As Afghans dig out from deadly quakes, a difficult winter looms
A woman sobs into her dark shawl, her body nestled amid the rubble of Afghanistan’s earthquake-hit village of Naib-Rafi. Nearby, a man digs through the rocky debris, hoping to salvage precious grain.
“As you see, everything we own is buried,” says grandmother Ziba, whose daughter was killed in the quakes that hit Afghanistan this past week. “We can’t dig it out. We can’t even stand on our own two feet.”
The powerful earthquakes that struck Afghanistan’s western Herat province, killing and wounding at least 1,400 people and flattening whole villages, have added to a mountain of hardship facing residents of this impoverished country - as a potentially deadly winter looms.
“These are communities that are already barely able to feed themselves, and every one of these crises pounds them back into utter destitution,” says World Food Programme (WFP) Afghanistan spokesman Philippe Kropf, who went to affected villages after the first earthquakes struck.
“This comes on the back of nearly 40 years of near uninterrupted conflict,” Kropf adds, “of high levels of food insecurity, of five years of drought or drought-like conditions — and an economic downturn two years ago that has destroyed livelihoods and jobs.”
WFP has already reached nearly 34,000 earthquake survivors like Ziba with emergency food assistance, which we began distributing within hours after the first quakes struck.
We plan to deliver food and cash assistance to more than 100,000 people over the next three to seven months - and roll out longer-term resilience programmes to help them rebuild their livelihoods. But doing so means borrowing resources from other cash-strapped programmes, amid a serious funding crunch.
Already, WFP urgently needed US$400 million to ensure the country’s most vulnerable people have enough food to survive the winter. This month’s quakes have only added to those numbers.
“These earthquakes come at a time when 15 million people - one-third of Afghanistan’s population - do not know where their next meal will come from,” Kropf says. “And yet WFP was forced to cut 10 million people from food assistance this year, due to a massive funding shortfall.”
In the bare tent that she now calls home, grandmother Ziba recalls rushing home after the first earthquake hit. She was lucky enough to be outside.
“I saw my daughters beneath the collapsed walls of the home,” she says. One had a broken leg. The other was dead, leaving her children in their grandmother’s care.
“I was awake all night with the baby,” Ziba says of the youngest, who was crying for lack of milk.
"Lost everything"
The earthquakes mostly killed women and children, humanitarian agencies say. They also killed many livestock, delivering a further blow to communities scratching out a living on subsistence farming and herding.
Visiting earthquake-hit villages, WFP staff saw lines of freshly dug graves. A distraught young man showed them the rubble of his home. Seven family members died in the quake, he said.
A shepherd sat near a pile of rubble, two of his sheep buried in it. He had lost all his livestock, he said, but he had neither the time to mourn those losses nor get a tent to live in. He was too busy digging up dead family members, and bringing injured ones to hospital.
“We have nothing now,” one woman wailed.
WFP’s emergency rations offer some solace. They include fortified biscuits, along with fortified wheat flour, vegetable oil, yellow split peas and salt.
If funding comes through, WFP aims to continue the food distributions for several months — enough to tide the most destitute families through Afghanistan’s punishing winter.
Fresh funds will also allow WFP to roll out longer-term resilience building programmes. The initiatives, which can include building irrigation canals or offering training on creating kitchen gardens, give cash to participating communities and help quake-affected people get back on their feet.
Without more funding, however, some quake survivors may not last the winter. “It will be very, very difficult for them,” Kropf says. “They have lost everything.”
The most optimistic are living on hope.
“We will rebuild our home again,” grandmother Ziba says, “if no-one helps us, we will build it on our own.”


Print the entries verbatim, leaving out the images they contain.

Extracted records
/---

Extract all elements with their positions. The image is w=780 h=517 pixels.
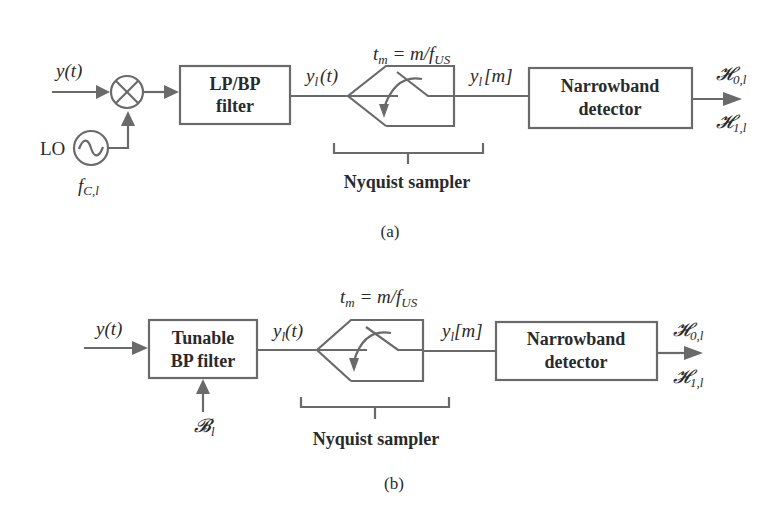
sampler-brace (334, 143, 483, 164)
filtered-signal-label: yl(t) (271, 320, 303, 344)
mixer-out-arrow-icon (164, 85, 179, 99)
sampled-signal-label: yl[m] (440, 320, 483, 344)
nyquist-sampler-block (317, 320, 423, 381)
band-control-arrow-icon (196, 379, 210, 394)
hypothesis-h0-label: 𝓗0,l (716, 63, 747, 87)
figure-a: y(t) LO fC,l LP/BP filter yl(t) tm = m/f… (40, 43, 747, 241)
hypothesis-h1-label: 𝓗1,l (673, 366, 704, 390)
detector-label-line2: detector (579, 99, 642, 119)
sampler-caption: Nyquist sampler (313, 429, 440, 449)
sampler-switch-arc (384, 78, 422, 108)
sampler-switch-arrow-icon (349, 358, 359, 372)
block-diagrams: y(t) LO fC,l LP/BP filter yl(t) tm = m/f… (0, 0, 780, 517)
sampler-brace (301, 397, 449, 419)
filtered-signal-label: yl(t) (304, 65, 338, 89)
figure-b-caption: (b) (384, 474, 404, 493)
output-arrow-icon (723, 92, 742, 106)
detector-label-line1: Narrowband (527, 329, 626, 349)
hypothesis-h0-label: 𝓗0,l (673, 319, 704, 343)
sampler-caption: Nyquist sampler (344, 172, 471, 192)
nyquist-sampler-block (348, 66, 454, 126)
figure-b: y(t) Tunable BP filter 𝓑l yl(t) tm = m/f… (84, 286, 704, 493)
lo-frequency-label: fC,l (78, 175, 99, 198)
filter-label-line1: LP/BP (209, 74, 260, 94)
lo-arrow-icon (121, 111, 135, 126)
detector-label-line1: Narrowband (561, 76, 660, 96)
detector-label-line2: detector (545, 352, 608, 372)
input-arrow-icon (132, 341, 148, 355)
input-arrow-icon (96, 85, 110, 99)
sampling-time-label: tm = m/fUS (373, 43, 451, 67)
sampler-switch-arc (354, 332, 391, 361)
sampler-switch-arrow-icon (379, 104, 389, 118)
filter-label-line1: Tunable (172, 328, 234, 348)
oscillator-icon (74, 131, 108, 165)
hypothesis-h1-label: 𝓗1,l (716, 111, 747, 135)
sampling-time-label: tm = m/fUS (340, 286, 418, 310)
band-label: 𝓑l (194, 415, 215, 439)
mixer-icon (111, 76, 143, 108)
filter-label-line2: filter (216, 96, 254, 116)
filter-label-line2: BP filter (171, 351, 235, 371)
sampled-signal-label: yl[m] (468, 65, 513, 89)
figure-a-caption: (a) (381, 222, 400, 241)
lo-label: LO (40, 138, 65, 159)
input-signal-label: y(t) (54, 60, 82, 82)
input-signal-label: y(t) (94, 318, 122, 340)
output-arrow-icon (684, 346, 703, 360)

\---

> **TASK RESULT**
Extract all elements with their positions. The image is w=780 h=517 pixels.
sampler-brace (334, 143, 483, 164)
filtered-signal-label: yl(t) (271, 320, 303, 344)
mixer-out-arrow-icon (164, 85, 179, 99)
sampled-signal-label: yl[m] (440, 320, 483, 344)
nyquist-sampler-block (317, 320, 423, 381)
band-control-arrow-icon (196, 379, 210, 394)
hypothesis-h0-label: 𝓗0,l (716, 63, 747, 87)
figure-a: y(t) LO fC,l LP/BP filter yl(t) tm = m/f… (40, 43, 747, 241)
hypothesis-h1-label: 𝓗1,l (673, 366, 704, 390)
detector-label-line2: detector (579, 99, 642, 119)
sampler-caption: Nyquist sampler (313, 429, 440, 449)
sampler-switch-arc (384, 78, 422, 108)
sampler-switch-arrow-icon (349, 358, 359, 372)
block-diagrams: y(t) LO fC,l LP/BP filter yl(t) tm = m/f… (0, 0, 780, 517)
sampler-brace (301, 397, 449, 419)
filtered-signal-label: yl(t) (304, 65, 338, 89)
figure-b-caption: (b) (384, 474, 404, 493)
output-arrow-icon (723, 92, 742, 106)
detector-label-line1: Narrowband (527, 329, 626, 349)
hypothesis-h0-label: 𝓗0,l (673, 319, 704, 343)
sampler-caption: Nyquist sampler (344, 172, 471, 192)
nyquist-sampler-block (348, 66, 454, 126)
figure-b: y(t) Tunable BP filter 𝓑l yl(t) tm = m/f… (84, 286, 704, 493)
lo-frequency-label: fC,l (78, 175, 99, 198)
filter-label-line1: LP/BP (209, 74, 260, 94)
lo-arrow-icon (121, 111, 135, 126)
detector-label-line1: Narrowband (561, 76, 660, 96)
detector-label-line2: detector (545, 352, 608, 372)
input-arrow-icon (132, 341, 148, 355)
input-arrow-icon (96, 85, 110, 99)
sampling-time-label: tm = m/fUS (373, 43, 451, 67)
sampler-switch-arc (354, 332, 391, 361)
sampler-switch-arrow-icon (379, 104, 389, 118)
filter-label-line1: Tunable (172, 328, 234, 348)
oscillator-icon (74, 131, 108, 165)
hypothesis-h1-label: 𝓗1,l (716, 111, 747, 135)
sampling-time-label: tm = m/fUS (340, 286, 418, 310)
band-label: 𝓑l (194, 415, 215, 439)
mixer-icon (111, 76, 143, 108)
filter-label-line2: filter (216, 96, 254, 116)
filter-label-line2: BP filter (171, 351, 235, 371)
sampled-signal-label: yl[m] (468, 65, 513, 89)
figure-a-caption: (a) (381, 222, 400, 241)
lo-label: LO (40, 138, 65, 159)
input-signal-label: y(t) (54, 60, 82, 82)
input-signal-label: y(t) (94, 318, 122, 340)
output-arrow-icon (684, 346, 703, 360)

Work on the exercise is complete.